Biomedical and Health Informatics Profile

Robert S. Ledley

 

Professor of  Physiology and Biophysics and Professor of Radiology at Georgetown University School of Medicine.  In 1959 he published two very influential papers, Reasoning Foundations of Medical Diagnosis (with Lee Lusted) and Digital Electronic Computers in Biomedical Science.  Dr. Ledley established the National Biomedical Research Foundation  in 1960, invented a film-to-digital scanner (FIDAC) for chromosome research in 1965, and the full-body CT scanner in 1975.  Worked in his career as a computer programmer, biochemist, physicist, operations research analyst, electronics engineer, radiologist,  biophysicist... and dentist.  He was inducted into the National Inventor’s Hall of Fame in 1990.

Sources: examiner.com, GMU, JAMIA

Dr. Ledley with one of the early ACTA (full-body CT scanner) at the Smithsonian Institution

(Source: examiner.com)

Dr. Ledley receiving the National Medal of Technology in 1997

(Source: George Mason University)

Dr. Ledley with the first FIDAC in 2007

(Source: Wikipedia)

Cover page from Dr. Ledley’s 1960 book on digital control and feedback systems.

(Source: Rutgers University Library)

(above) Description of control and feedback system and (below right) a description of computer internals from Dr. Ledley’s 1960 Digital Computer and Control Engineering.

(Source: Rutgers University Library)

Cover and sample pages from Dr. Ledley’s 1965 Use of Computers in Biology and Medicine.

(Source: Rutgers University Library)


Left: Dr. Ledley at about the time of the publishing of Use of Computers in Biology and Medicine, posing with an IBM-360, the fastest general-purpose computer of the day.  Note the (paper) console in front of him, the punchcards under his right elbow, and for some reason, the timeclock to his right.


__Your objective__. Scan the data below for the string "with". Show every line where it turns up.
━━━━
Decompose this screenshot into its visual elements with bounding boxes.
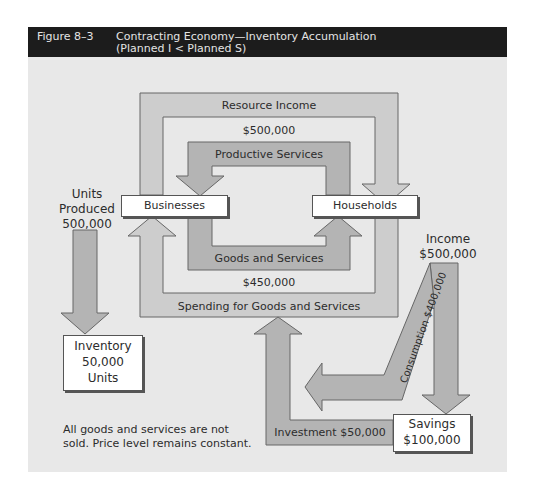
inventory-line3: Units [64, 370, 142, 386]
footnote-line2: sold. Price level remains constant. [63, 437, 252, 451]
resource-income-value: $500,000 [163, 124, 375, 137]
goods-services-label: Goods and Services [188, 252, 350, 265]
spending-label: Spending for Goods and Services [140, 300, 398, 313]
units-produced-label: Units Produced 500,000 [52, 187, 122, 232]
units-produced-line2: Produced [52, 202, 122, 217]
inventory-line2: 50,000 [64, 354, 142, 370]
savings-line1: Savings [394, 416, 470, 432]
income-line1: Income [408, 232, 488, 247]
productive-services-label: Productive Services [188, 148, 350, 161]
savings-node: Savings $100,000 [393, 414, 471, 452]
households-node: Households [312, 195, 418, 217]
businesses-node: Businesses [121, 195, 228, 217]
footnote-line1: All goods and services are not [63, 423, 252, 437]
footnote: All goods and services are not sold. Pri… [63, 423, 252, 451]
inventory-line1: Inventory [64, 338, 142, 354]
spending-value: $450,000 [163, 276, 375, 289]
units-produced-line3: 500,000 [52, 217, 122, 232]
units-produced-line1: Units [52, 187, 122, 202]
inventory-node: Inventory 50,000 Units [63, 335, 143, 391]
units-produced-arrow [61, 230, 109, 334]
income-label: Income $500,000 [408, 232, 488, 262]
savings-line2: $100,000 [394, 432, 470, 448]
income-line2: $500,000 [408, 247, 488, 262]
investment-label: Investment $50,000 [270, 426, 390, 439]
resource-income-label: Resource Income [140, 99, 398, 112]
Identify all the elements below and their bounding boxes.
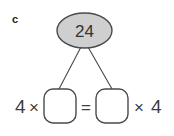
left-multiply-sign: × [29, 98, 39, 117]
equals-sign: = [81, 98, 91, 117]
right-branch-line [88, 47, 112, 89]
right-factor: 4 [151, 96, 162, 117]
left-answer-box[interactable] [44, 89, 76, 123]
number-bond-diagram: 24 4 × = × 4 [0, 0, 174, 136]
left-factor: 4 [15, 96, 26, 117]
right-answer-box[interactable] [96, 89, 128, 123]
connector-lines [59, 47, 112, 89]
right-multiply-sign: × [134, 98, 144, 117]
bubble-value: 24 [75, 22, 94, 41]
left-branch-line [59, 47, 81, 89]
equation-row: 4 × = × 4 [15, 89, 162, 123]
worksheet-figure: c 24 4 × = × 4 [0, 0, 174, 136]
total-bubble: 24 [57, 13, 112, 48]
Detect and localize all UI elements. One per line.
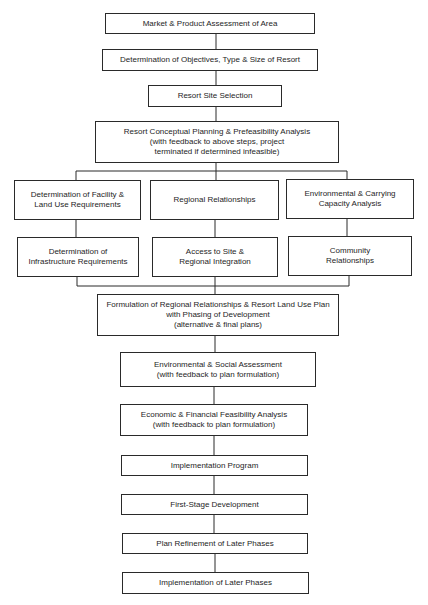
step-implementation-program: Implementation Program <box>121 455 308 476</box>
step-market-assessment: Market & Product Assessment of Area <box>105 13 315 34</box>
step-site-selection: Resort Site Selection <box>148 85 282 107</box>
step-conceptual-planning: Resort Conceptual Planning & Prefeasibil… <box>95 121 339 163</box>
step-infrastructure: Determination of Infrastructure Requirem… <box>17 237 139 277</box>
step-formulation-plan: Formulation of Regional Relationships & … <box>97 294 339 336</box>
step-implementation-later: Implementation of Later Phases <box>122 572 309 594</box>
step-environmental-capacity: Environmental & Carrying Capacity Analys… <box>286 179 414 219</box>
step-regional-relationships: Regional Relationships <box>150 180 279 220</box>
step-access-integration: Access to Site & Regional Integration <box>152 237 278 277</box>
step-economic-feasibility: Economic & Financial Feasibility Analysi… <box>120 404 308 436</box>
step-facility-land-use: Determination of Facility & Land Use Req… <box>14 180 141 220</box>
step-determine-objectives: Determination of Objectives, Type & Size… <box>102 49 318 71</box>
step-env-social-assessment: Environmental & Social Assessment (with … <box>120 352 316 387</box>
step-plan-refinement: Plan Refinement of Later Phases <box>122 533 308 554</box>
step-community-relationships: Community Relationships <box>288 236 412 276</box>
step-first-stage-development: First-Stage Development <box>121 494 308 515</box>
━━━━
__Result for this exercise__.
Decompose this screenshot into its visual elements with bounding boxes.
step-env-social-assessment: Environmental & Social Assessment (with … <box>120 352 316 387</box>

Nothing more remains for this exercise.